NOT YOUR ORNAMENT by MAI LING at at SECESSION [from 20230915 to 20231112]


[Photos: Iris Ranzinger]


Founded in Vienna in 2019, Mai Ling is an artists’ collective and association dedicated to facilitating dialogues on experiences of racism, sexism, homophobia, and any kind of prejudgment, particularly against Asian FLINT* (women, lesbian, inter, non-binary, and trans). Rooted in solidarity against patriarchal and racial discrimination, the group offers a space and growing network to give voice to the many individuals affected by such discrimination and foster new forms of collaboration. As an anonymous collective and a multi-hybrid figure, with everyone identifying as “Mai Ling,” the group employs a variety of artistic and discursive formats such as performances, texts, videos, sound, installations, talk series, interventions, and protests.

Mai Ling’s name refers to an eponymous television sketch from 1979 by the German comedian Gerhard Polt that showcases sexist and racial stereotypes and prejudices against Asian women in German-speaking society.
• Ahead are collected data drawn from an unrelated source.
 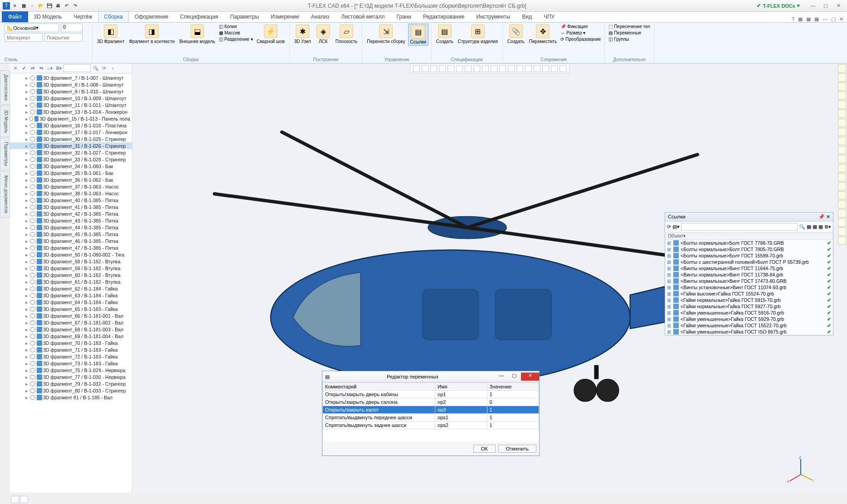 I want to click on tab-spec: Спецификация, so click(x=199, y=17).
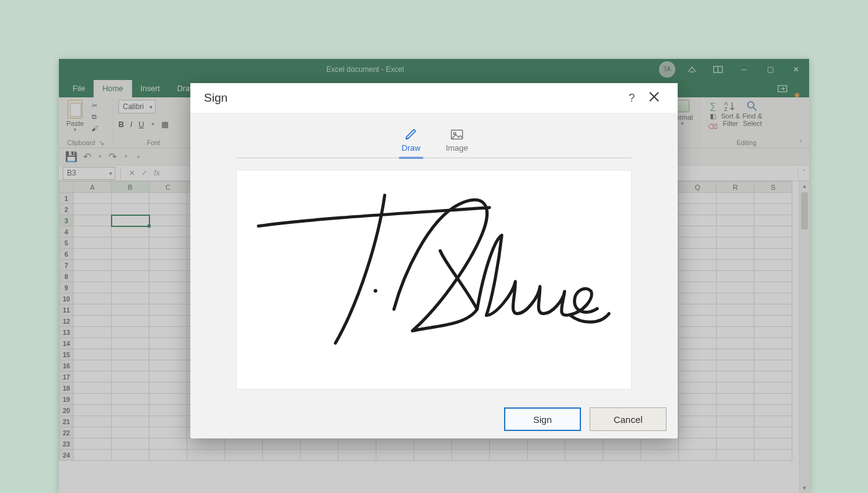 The width and height of the screenshot is (868, 493). Describe the element at coordinates (412, 98) in the screenshot. I see `dialog-title: Sign` at that location.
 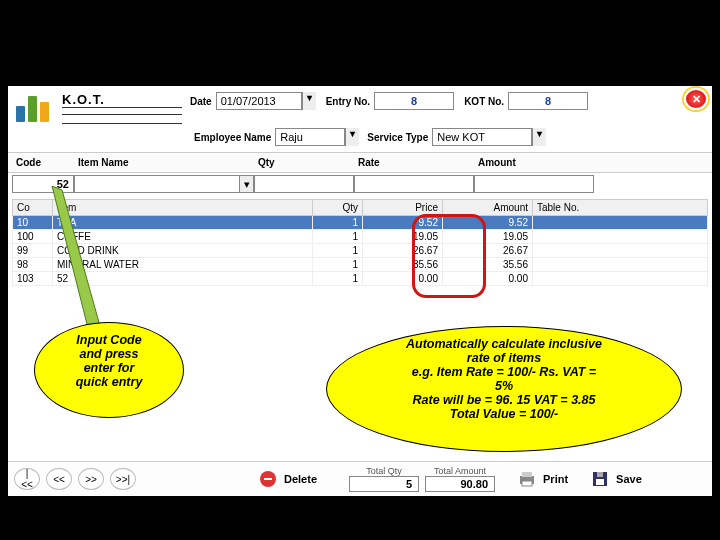 I want to click on col-code: Code, so click(x=43, y=162).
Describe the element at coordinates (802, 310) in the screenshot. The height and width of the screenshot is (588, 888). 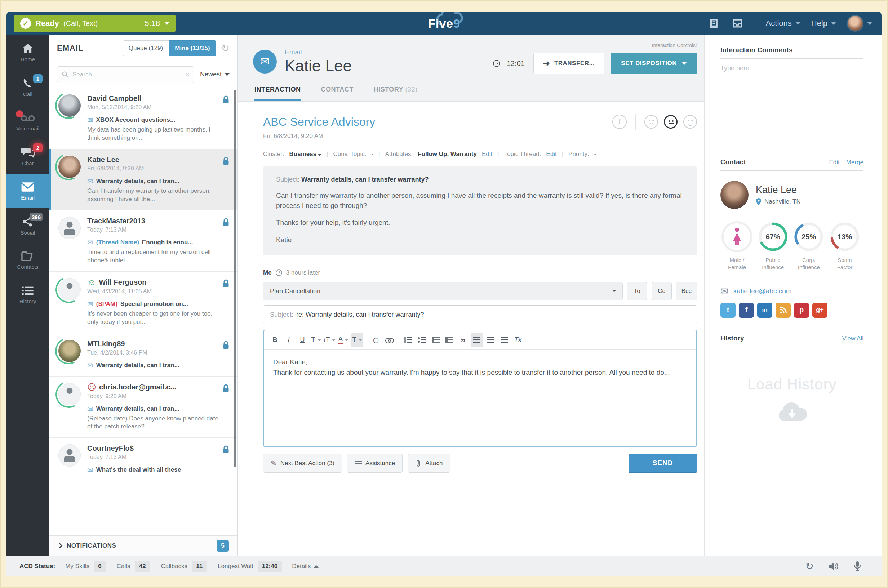
I see `pinterest-icon: p` at that location.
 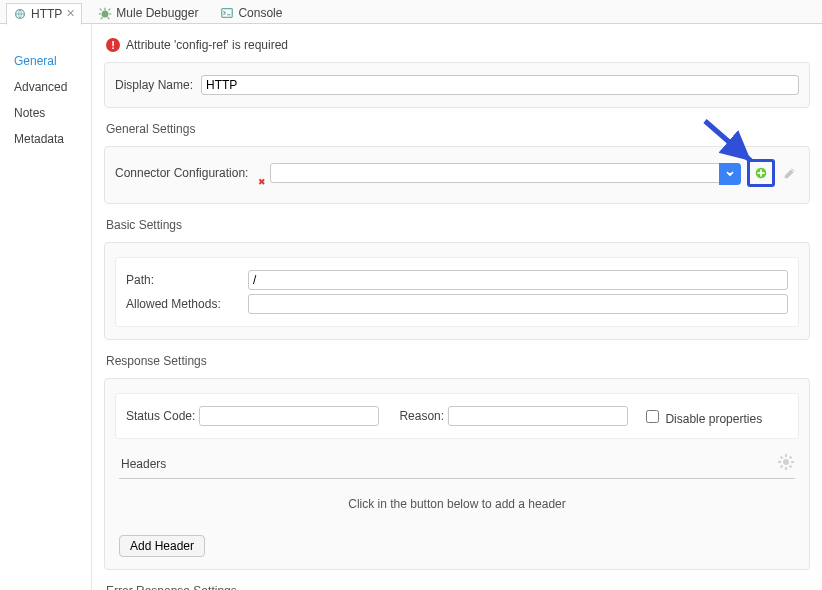 I want to click on general-settings-title: General Settings, so click(x=458, y=129).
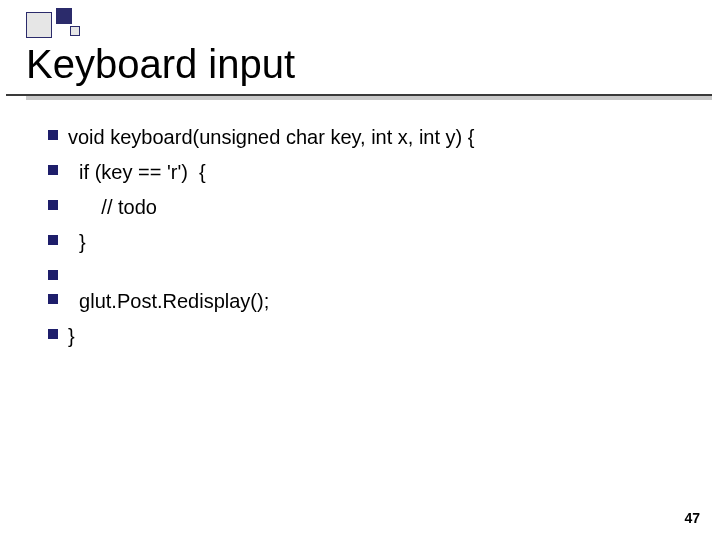 The height and width of the screenshot is (540, 720). I want to click on decorative-squares, so click(55, 25).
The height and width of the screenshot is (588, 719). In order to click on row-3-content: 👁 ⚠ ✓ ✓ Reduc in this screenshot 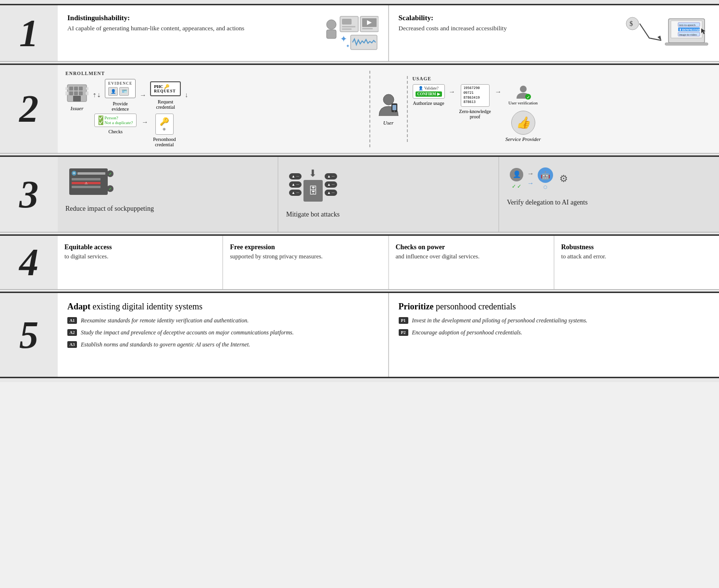, I will do `click(389, 194)`.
Drawing from this work and addressing present-day issues, Mai Ling challenges the Western heteropatriarchal gaze and confronts racist fantasies that keep reproducing stereotypes about “Asia” and are still deeply embedded in and internalized by society.

In NOT YOUR ORNAMENT Mai Ling investigates the racialized and gendered logic of “Ornamentalism”—a term conflating “Orientalism” and “ornamental” that the American feminist scholar Anne Anlin Cheng discusses in her book of that title, which analyses how the European and American imagination has constructed Asian femininity as a hybrid human being and decorative object. Mai Ling challenges such an objectified condition through ornamental and invasive plants. Drawing on the Secession’s close relation to the Art Nouveau movement—often characterized by ornamental designs inspired by natural forms, such as flowers and plants—Mai Ling aims to reclaim their agency confronted by the decorative aesthetics that perpetuates the sexualization and dehumanization of Asian bodies within white society.
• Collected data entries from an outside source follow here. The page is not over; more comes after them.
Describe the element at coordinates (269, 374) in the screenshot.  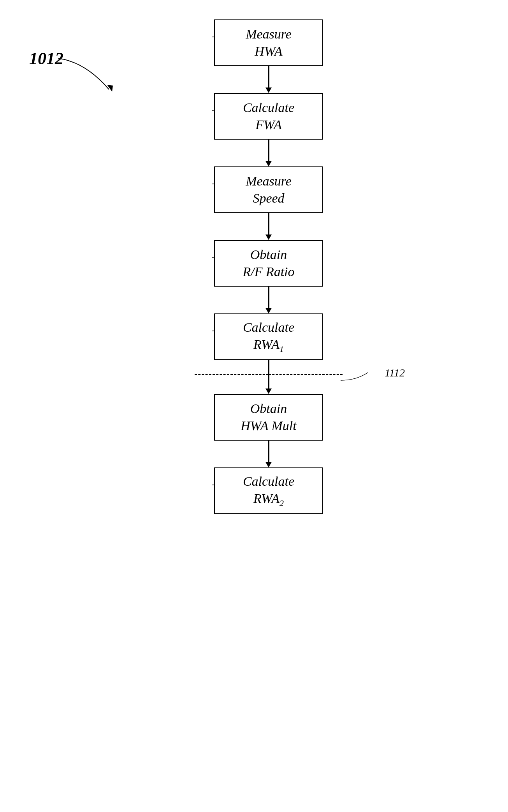
I see `dashed-row: 1112` at that location.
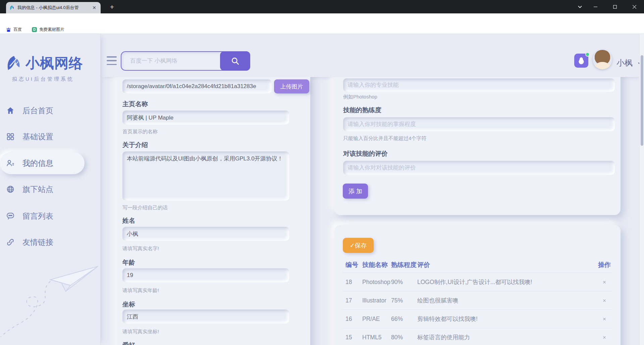 This screenshot has height=345, width=644. What do you see at coordinates (10, 216) in the screenshot?
I see `message-icon` at bounding box center [10, 216].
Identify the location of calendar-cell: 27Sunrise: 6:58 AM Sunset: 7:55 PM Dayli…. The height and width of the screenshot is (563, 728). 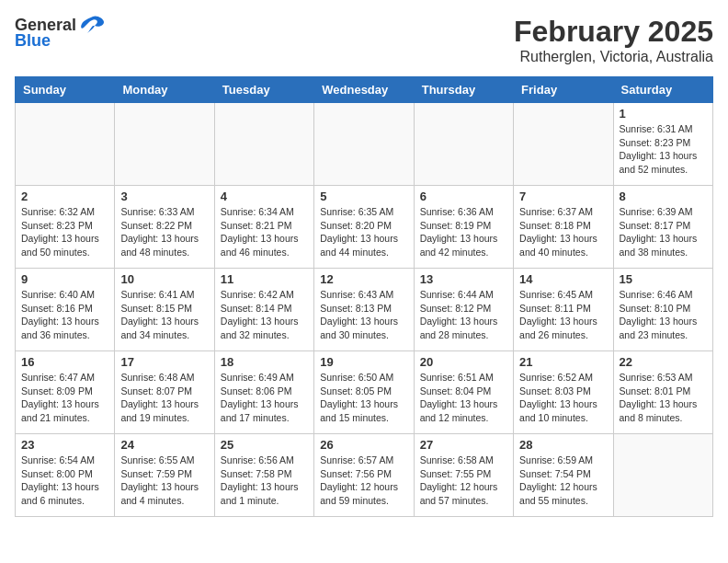
(463, 476).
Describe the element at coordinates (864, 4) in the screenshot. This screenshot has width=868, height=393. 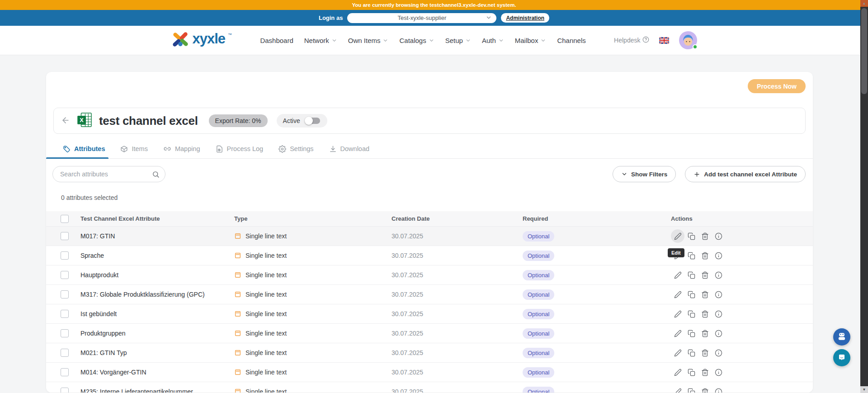
I see `scroll-up-arrow-icon: ▲` at that location.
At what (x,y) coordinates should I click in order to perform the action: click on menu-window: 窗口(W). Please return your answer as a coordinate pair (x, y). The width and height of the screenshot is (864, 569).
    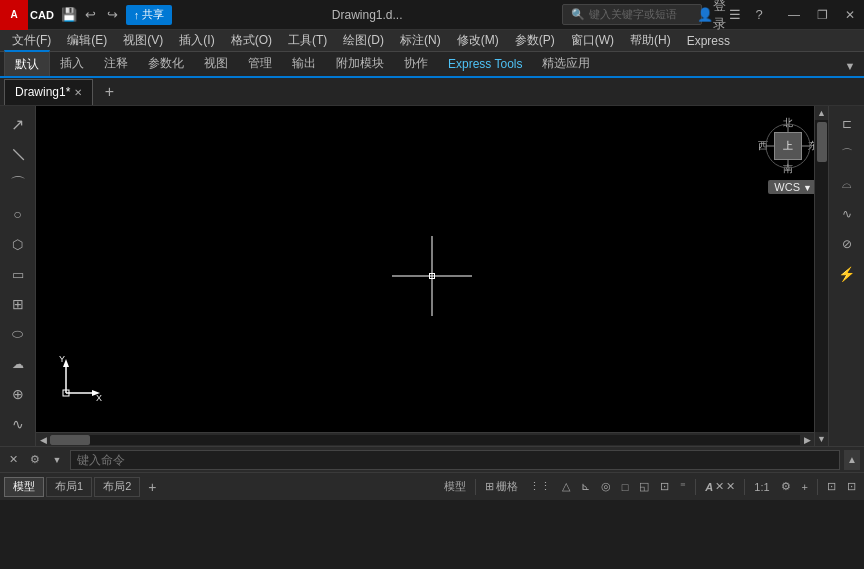
    Looking at the image, I should click on (592, 41).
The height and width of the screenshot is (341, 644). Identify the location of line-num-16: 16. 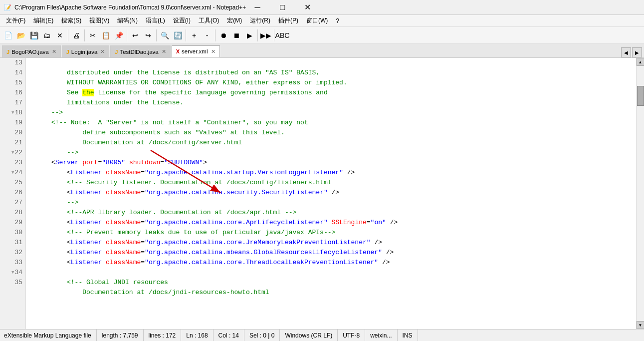
(13, 93).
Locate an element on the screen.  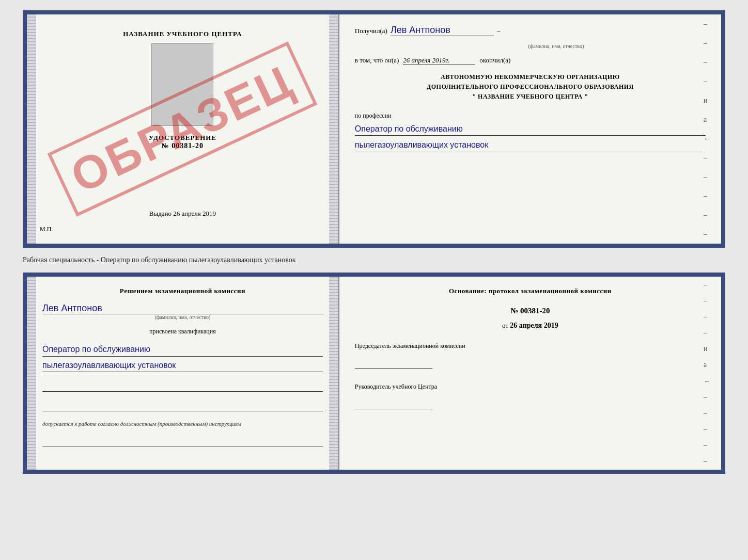
between-label: Рабочая специальность - Оператор по обсл… is located at coordinates (374, 260).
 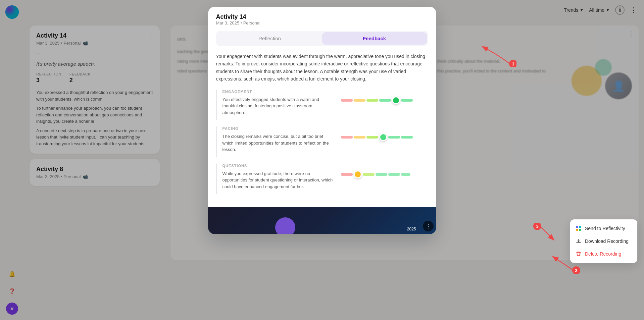 What do you see at coordinates (604, 241) in the screenshot?
I see `dropdown-menu: Send to Reflectivity Download Recording …` at bounding box center [604, 241].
In this exhibition, the kudzu plant plays a central role in relation to the concept of “stickiness” as an agency of resistance and pleasure. Initially introduced as an “ornamental” plant during the Centennial International Exhibition of 1876 in the U.S., and later used in agriculture to prevent soil erosion, the vine is now considered invasive in most of the Western world. Native to East and Southeast Asia and some Pacific islands, kudzu is known for its beneficial properties as a weaving material and as part of traditional medicine and cuisine, with the starch of its roots being used as a thickener and sticky ingredient.

In their two-channel video installation Becoming Stickiness Mai Ling positions themselves and their own journey as one with kudzu—embracing its transformative, sticky, pleasurable, and resilient qualities. As the collective puts it: “Transforming and becoming with kudzu means developing our own abilities to take up space, merge with our surroundings, meander through obstacles, heal our kin, and spread freely. They say kudzu is difficult to eradicate because of its large, tuberous root structures. Let our own roots grow strong together.” The work begins with the search for kudzu, stickiness and pleasure through the gestures of experimenting, cooking, eating, sensing, interacting with, and embodying the invasive plant.

It culminates in a collective choreography in which multiple bodies intermingle and ultimately become one with plants, challenging the troubled tensions within the politicised dichotomies between human and object, between decorative and invasive.

In an environment of ornamental plants in soil, the visitors can listen to the many voices of Mai Ling. Unfolding both historical accounts and their individual memories in relation to commodified house plants brought to the Western world, each story exposes the intricate entanglement of ongoing horticultural colonialism, exoticism, and migratory experiences. At the same time, the wallpaper re-appropriates botanical designs for domestic spaces typically seen in the Art Nouveau movement. The group portrait at the end of the exhibition further connects to Mai Ling’s existence being intertwined with that of the ornamental and invasive plants.

Mai Ling emerged as a group from the need for a platform to share experiences collectively. Hence, stickiness as a form of pleasure and fostering a stronger community was at the heart of their activities even before the notion was introduced to their practice.

In order to amplify the many voices involved, their reading room allows not only insights into previous works but access to relevant discourses on collectivity as well as diasporic and migratory communities. By offering guided tours in multiple Asian languages during the exhibition, they create space for informal gatherings and exchange, inviting others to join them on a journey of Becoming Stickiness.

Programmed by the board of the Secession and curated by Christian Lübbert.